Sunday, April 6, 2014

Mirrors and Clocks at the Geffrye Museum

I have an aversion to crowds. I'm the type of person who likes to hear myself think, and I often feel like I can't do so surrounded by a lot of people. So when I saw the narrow hallway leading through the Geffrye Museum and all of my classmates crowding in, I immediately walked to the other end of the hallway. While this move began as a purely self-centered decision, it completely changed how I viewed the rooms in the museum as I moved backwards through time. 

A drawing room from 1890 with many small mirrors
Source: http://www.geffrye-museum.org.uk/
period-rooms-and-gardens/explore
-rooms/drawing-room-1890/
My choice to start from the end, in the 1890 room, and move towards the 1630 room helped me see trends that I may not have noticed moving in the opposite direction. Moving backwards also forced me to go back to rooms and check if something that appeared in a room from an earlier time appeared in the later rooms. I immediately noticed how important small, segmented mirrors were in the room from 1890. Mirrors appeared above the fireplace, as well as on the walls in other areas of the room. This arrangement of mirrors in both places in the room combined the placement of mirrors in previous rooms. Mirrors appeared above the fireplace in both the room from 1870 and the room from 1745, while mirrors appeared on the walls in the rooms from 1695, 1745, 1790, and 1830. But a mirror does not appear in the room from 1630. Recognizing this change, I moved back to the text for the 1695 room, in which the first mirror appeared, to see if I could find an explanation. The manufacture of glass improved in England around 1695, including the manufacture of mirrors, which reduced the price of mirrors so more people could buy what had once been considered a luxury good. For that reason, families in 1695 could buy a mirror and families from every period after. Changes in taste influenced how mirrors were placed in the rooms, so that by 1890, the aesthetic movement brought about the use of smaller, segmented mirrors that were used more for decoration than for vanity. The placement of the mirrors also emphasized the changes in the quality of the mirrors that were being manufactured. The mirrors that were more warped were smaller and hung high up on the wall, so they couldn't be used for checking one's reflection. Clearer, larger mirrors were hung in prominent positions over the fireplace in the center of the room so that people could easily check their reflection. Thus, the design of the room reflected not only the changes in taste and design, but also the changes in manufacturing that occurred as technology improved. 

A parlour from 1745 with a clock on the upper wall
Source: http://www.geffrye-museum.org.uk/
period-rooms-and-gardens/explore-
rooms/parlour-1745/
Another object that caught my eye in the museum was a large clock that hung high on the wall in the parlour from 1745. In our world, where clocks appear in almost every room and we're constantly checking the time on our phones and computers, the thought of not having a clock seems strange. But I noticed the clock in the 1745 room simply because I hadn't seen a clock anywhere else. I backtracked once again and found that the only other room that had a clock was the room from 1890, but that clock appeared in the corner as part of a larger wall hanging and didn't occupy a prominent space in the room. That made me question why such a large clock appeared in the room from 1745 and no where else. Unfortunately, the text for the room didn't provide an explanation for the clock's presence. But the absence of clocks in most of the rooms alluded to the type of life the room's owners lived. Since most of the rooms appearing in the museum were considered the domains of women, the lack of clocks spoke to the life of leisure many middle and upper class women were able to lead. While their husbands worked and their servants did the work in the house, the women of the house didn't need to keep track of the time. It also suggested the continuation of the reliance on the natural landscape for telling time. The passage of time had been tracked by the movement of the sun for so long and the large number of windows in the rooms shown in the museum would have allowed for residents to track the sun even from inside a cozy drawing room. Thus, the absence of clocks in many of the rooms showed both the relative unimportance of tracking time compared to our modern need for the constant tracking of time and the continued use of nature to check the movement of time. 

Tracking individual objects in the rooms of the Geffrye Museum, like mirrors or clocks, gave insight into changes in design, taste, manufacturing capabilities, economics, and lifestyle. Starting from 1890 and moving backward through time allowed me to see those objects after their evolution throughout time in English households and track how those objects had changed to reach that final point in the last room.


» Assignment
Set down the full listing below word for word; pictures stay out of the copy.

----- Data supplied -----

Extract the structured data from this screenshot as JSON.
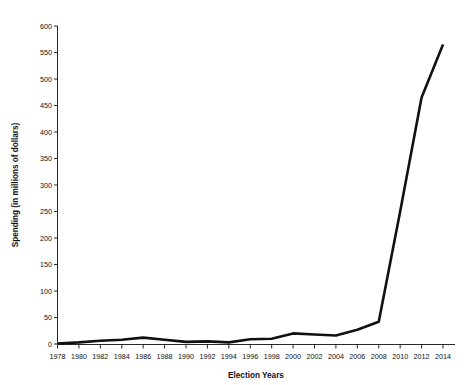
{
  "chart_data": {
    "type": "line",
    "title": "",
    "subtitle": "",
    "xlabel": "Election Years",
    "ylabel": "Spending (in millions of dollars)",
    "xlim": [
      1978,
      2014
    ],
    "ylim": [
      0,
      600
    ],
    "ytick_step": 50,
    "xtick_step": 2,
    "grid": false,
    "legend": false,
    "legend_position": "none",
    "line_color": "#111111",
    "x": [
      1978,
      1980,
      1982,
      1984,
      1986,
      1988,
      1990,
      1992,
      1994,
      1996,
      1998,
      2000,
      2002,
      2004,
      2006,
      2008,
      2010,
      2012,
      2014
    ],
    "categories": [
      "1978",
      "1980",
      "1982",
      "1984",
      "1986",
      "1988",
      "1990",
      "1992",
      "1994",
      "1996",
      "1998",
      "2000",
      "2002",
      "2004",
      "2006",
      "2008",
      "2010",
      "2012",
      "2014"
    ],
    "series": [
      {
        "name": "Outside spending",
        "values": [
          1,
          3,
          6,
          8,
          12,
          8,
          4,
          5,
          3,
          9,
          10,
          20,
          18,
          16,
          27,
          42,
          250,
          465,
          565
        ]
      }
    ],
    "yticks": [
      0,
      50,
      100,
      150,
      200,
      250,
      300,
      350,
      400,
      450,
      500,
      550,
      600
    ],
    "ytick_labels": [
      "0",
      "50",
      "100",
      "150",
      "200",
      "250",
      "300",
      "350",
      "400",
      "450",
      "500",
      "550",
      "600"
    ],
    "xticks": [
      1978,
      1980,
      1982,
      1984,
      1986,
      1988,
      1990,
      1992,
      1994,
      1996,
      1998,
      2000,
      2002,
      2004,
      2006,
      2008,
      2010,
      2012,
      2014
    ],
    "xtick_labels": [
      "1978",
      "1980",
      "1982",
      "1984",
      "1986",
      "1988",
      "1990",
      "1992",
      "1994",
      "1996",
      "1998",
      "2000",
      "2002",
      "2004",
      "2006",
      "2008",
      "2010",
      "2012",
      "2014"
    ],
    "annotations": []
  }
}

-----

» Output
Extract the structured data from this screenshot as JSON.
{
  "chart_data": {
    "type": "line",
    "title": "",
    "subtitle": "",
    "xlabel": "Election Years",
    "ylabel": "Spending (in millions of dollars)",
    "xlim": [
      1978,
      2014
    ],
    "ylim": [
      0,
      600
    ],
    "ytick_step": 50,
    "xtick_step": 2,
    "grid": false,
    "legend": false,
    "legend_position": "none",
    "line_color": "#111111",
    "x": [
      1978,
      1980,
      1982,
      1984,
      1986,
      1988,
      1990,
      1992,
      1994,
      1996,
      1998,
      2000,
      2002,
      2004,
      2006,
      2008,
      2010,
      2012,
      2014
    ],
    "categories": [
      "1978",
      "1980",
      "1982",
      "1984",
      "1986",
      "1988",
      "1990",
      "1992",
      "1994",
      "1996",
      "1998",
      "2000",
      "2002",
      "2004",
      "2006",
      "2008",
      "2010",
      "2012",
      "2014"
    ],
    "series": [
      {
        "name": "Outside spending",
        "values": [
          1,
          3,
          6,
          8,
          12,
          8,
          4,
          5,
          3,
          9,
          10,
          20,
          18,
          16,
          27,
          42,
          250,
          465,
          565
        ]
      }
    ],
    "yticks": [
      0,
      50,
      100,
      150,
      200,
      250,
      300,
      350,
      400,
      450,
      500,
      550,
      600
    ],
    "ytick_labels": [
      "0",
      "50",
      "100",
      "150",
      "200",
      "250",
      "300",
      "350",
      "400",
      "450",
      "500",
      "550",
      "600"
    ],
    "xticks": [
      1978,
      1980,
      1982,
      1984,
      1986,
      1988,
      1990,
      1992,
      1994,
      1996,
      1998,
      2000,
      2002,
      2004,
      2006,
      2008,
      2010,
      2012,
      2014
    ],
    "xtick_labels": [
      "1978",
      "1980",
      "1982",
      "1984",
      "1986",
      "1988",
      "1990",
      "1992",
      "1994",
      "1996",
      "1998",
      "2000",
      "2002",
      "2004",
      "2006",
      "2008",
      "2010",
      "2012",
      "2014"
    ],
    "annotations": []
  }
}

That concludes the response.